The Gendering of American Politics: Founding Mothers, Founding Fathers, and Political Patriarchy

The Gendering of American Politics: Founding Mothers, Founding Fathers, and Political Patriarchy
ISBN-10
0313388776
ISBN-13
9780313388774
Category
Political Science
Pages
216
Language
English
Published
1999-06-30
Publisher
ABC-CLIO
Author
Mark Kann

Description

America's founding mothers and fathers built gender bias into American politics. This book examines traditional prejudices against women's political participation as well as efforts to overcome these prejudices during a revolutionary era. It inquires into the shifting male hierarchies that kept some men out of politics, admitted others to a limited citizenship, and privileged a few men with leadership authority. It also assesses the impact of the founders' gender bias on modern American politics.
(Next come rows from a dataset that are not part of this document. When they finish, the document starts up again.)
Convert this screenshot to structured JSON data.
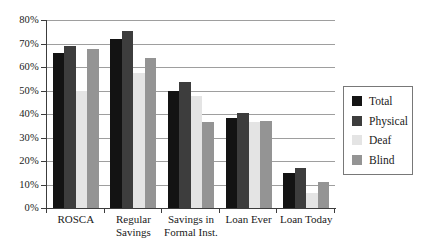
{
  "chart_data": {
    "type": "bar",
    "title": "",
    "xlabel": "",
    "ylabel": "",
    "categories": [
      "ROSCA",
      "Regular Savings",
      "Savings in Formal Inst.",
      "Loan Ever",
      "Loan Today"
    ],
    "category_label_lines": [
      [
        "ROSCA"
      ],
      [
        "Regular",
        "Savings"
      ],
      [
        "Savings in",
        "Formal Inst."
      ],
      [
        "Loan Ever"
      ],
      [
        "Loan Today"
      ]
    ],
    "series": [
      {
        "name": "Total",
        "color": "#131313",
        "values": [
          66,
          72,
          50,
          38.5,
          15
        ]
      },
      {
        "name": "Physical",
        "color": "#3d3d3d",
        "values": [
          69,
          75.5,
          53.5,
          40.5,
          17
        ]
      },
      {
        "name": "Deaf",
        "color": "#e4e4e4",
        "values": [
          50,
          57.5,
          47.5,
          36.5,
          6.5
        ]
      },
      {
        "name": "Blind",
        "color": "#949494",
        "values": [
          67.5,
          64,
          36.5,
          37,
          11
        ]
      }
    ],
    "ylim": [
      0,
      80
    ],
    "ytick_step": 10,
    "ytick_labels": [
      "0%",
      "10%",
      "20%",
      "30%",
      "40%",
      "50%",
      "60%",
      "70%",
      "80%"
    ],
    "grid": true,
    "legend_position": "right",
    "legend_entries": [
      "Total",
      "Physical",
      "Deaf",
      "Blind"
    ]
  },
  "style": {
    "grid_color": "#9e9e9e",
    "axis_color": "#3c3c3c",
    "tick_color": "#3c3c3c",
    "text_color": "#1a1a1a",
    "background": "#ffffff"
  }
}
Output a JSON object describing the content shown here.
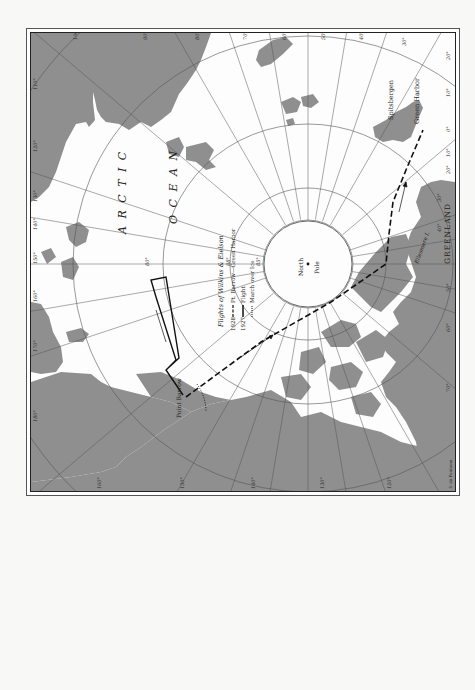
{
  "map": {
    "ocean_label_1": "A R C T I C",
    "ocean_label_2": "O C E A N",
    "pole_label_line1": "North",
    "pole_label_line2": "Pole",
    "places": {
      "spitsbergen": "Spitsbergen",
      "green_harbor": "Green Harbor",
      "greenland": "GREENLAND",
      "ellesmere": "Ellesmere I.",
      "point_barrow": "Point Barrow"
    },
    "credit": "© de Fontaine",
    "latitude_labels": [
      "88°",
      "85°",
      "80°"
    ],
    "longitude_labels_top": [
      "100°",
      "90°",
      "80°",
      "70°",
      "60°",
      "50°",
      "40°",
      "30°",
      "20°"
    ],
    "longitude_labels_right": [
      "10°",
      "0°",
      "10°",
      "20°",
      "30°",
      "40°",
      "50°",
      "60°",
      "70°"
    ],
    "longitude_labels_left": [
      "110°",
      "120°",
      "130°",
      "140°",
      "150°",
      "160°",
      "170°",
      "180°"
    ],
    "longitude_labels_bottom": [
      "160°",
      "150°",
      "140°",
      "130°",
      "120°"
    ]
  },
  "legend": {
    "title": "Flights of Wilkins & Eielson",
    "row1_year": "1928",
    "row1_text": "Pt. Barrow—Green Harbor",
    "row2_year": "1927",
    "row2_text": "Flight",
    "row3_text": "March over Ice"
  },
  "colors": {
    "land": "#8f8f8f",
    "water": "#fdfdfd",
    "grid": "#555555",
    "route": "#111111"
  }
}
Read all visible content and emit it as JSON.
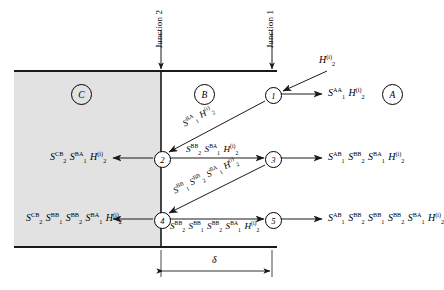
{
  "figure": {
    "type": "scattering-bounce-diagram",
    "regions": [
      {
        "id": "A",
        "label": "A",
        "x": 392,
        "y": 93,
        "shaded": false
      },
      {
        "id": "B",
        "label": "B",
        "x": 203,
        "y": 93,
        "shaded": false
      },
      {
        "id": "C",
        "label": "C",
        "x": 80,
        "y": 93,
        "shaded": true
      }
    ],
    "junctions": [
      {
        "id": "junction-1",
        "label": "Junction 1",
        "x": 272
      },
      {
        "id": "junction-2",
        "label": "Junction 2",
        "x": 161
      }
    ],
    "nodes": [
      {
        "id": 1,
        "label": "1",
        "x": 272,
        "y": 94
      },
      {
        "id": 2,
        "label": "2",
        "x": 161,
        "y": 158
      },
      {
        "id": 3,
        "label": "3",
        "x": 272,
        "y": 158
      },
      {
        "id": 4,
        "label": "4",
        "x": 161,
        "y": 219
      },
      {
        "id": 5,
        "label": "5",
        "x": 272,
        "y": 219
      }
    ],
    "dimension": {
      "label": "δ",
      "from": 161,
      "to": 272
    },
    "incident": {
      "terms": [
        {
          "base": "H",
          "sub": "2",
          "sup": "(i)"
        }
      ]
    },
    "expressions": {
      "node1_out": [
        {
          "base": "S",
          "sub": "1",
          "sup": "AA"
        },
        {
          "base": "H",
          "sub": "2",
          "sup": "(i)"
        }
      ],
      "diag_1_to_2": [
        {
          "base": "S",
          "sub": "1",
          "sup": "BA"
        },
        {
          "base": "H",
          "sub": "2",
          "sup": "(i)"
        }
      ],
      "node2_out_left": [
        {
          "base": "S",
          "sub": "2",
          "sup": "CB"
        },
        {
          "base": "S",
          "sub": "1",
          "sup": "BA"
        },
        {
          "base": "H",
          "sub": "2",
          "sup": "(i)"
        }
      ],
      "node2_to_3": [
        {
          "base": "S",
          "sub": "2",
          "sup": "BB"
        },
        {
          "base": "S",
          "sub": "1",
          "sup": "BA"
        },
        {
          "base": "H",
          "sub": "2",
          "sup": "(i)"
        }
      ],
      "node3_out": [
        {
          "base": "S",
          "sub": "1",
          "sup": "AB"
        },
        {
          "base": "S",
          "sub": "2",
          "sup": "BB"
        },
        {
          "base": "S",
          "sub": "1",
          "sup": "BA"
        },
        {
          "base": "H",
          "sub": "2",
          "sup": "(i)"
        }
      ],
      "diag_3_to_4": [
        {
          "base": "S",
          "sub": "1",
          "sup": "BB"
        },
        {
          "base": "S",
          "sub": "2",
          "sup": "BB"
        },
        {
          "base": "S",
          "sub": "1",
          "sup": "BA"
        },
        {
          "base": "H",
          "sub": "2",
          "sup": "(i)"
        }
      ],
      "node4_out_left": [
        {
          "base": "S",
          "sub": "2",
          "sup": "CB"
        },
        {
          "base": "S",
          "sub": "1",
          "sup": "BB"
        },
        {
          "base": "S",
          "sub": "2",
          "sup": "BB"
        },
        {
          "base": "S",
          "sub": "1",
          "sup": "BA"
        },
        {
          "base": "H",
          "sub": "2",
          "sup": "(i)"
        }
      ],
      "node4_to_5": [
        {
          "base": "S",
          "sub": "2",
          "sup": "BB"
        },
        {
          "base": "S",
          "sub": "1",
          "sup": "BB"
        },
        {
          "base": "S",
          "sub": "2",
          "sup": "BB"
        },
        {
          "base": "S",
          "sub": "1",
          "sup": "BA"
        },
        {
          "base": "H",
          "sub": "2",
          "sup": "(i)"
        }
      ],
      "node5_out": [
        {
          "base": "S",
          "sub": "1",
          "sup": "AB"
        },
        {
          "base": "S",
          "sub": "2",
          "sup": "BB"
        },
        {
          "base": "S",
          "sub": "1",
          "sup": "BB"
        },
        {
          "base": "S",
          "sub": "2",
          "sup": "BB"
        },
        {
          "base": "S",
          "sub": "1",
          "sup": "BA"
        },
        {
          "base": "H",
          "sub": "2",
          "sup": "(i)"
        }
      ]
    },
    "colors": {
      "line": "#1a1a1a",
      "shade": "#e2e2e2",
      "background": "#ffffff"
    }
  }
}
The gendering of American poltics began as a compromise between traditional patriarchal ideals that subordinated all women to male authority and revolutionary norms that recognized women's capacity for independence, reason, and patriotism. That compromise was manifested in the doctrine of republican womanhood which perpetuated women's exclusion from citizenship but afforded women sufficient educational opportunity and family influence to raise citizens and educate statesmen for the new republic. The gendering of American politics was concluded by a second compromise. The founders often expressed a desire to exclude disorderly men from public life and empower a few heroic men to exercise great leadership powers, but they generally settled for granting weak citizenship to most white family men and supporting elite government by accomplished gentleman legislators.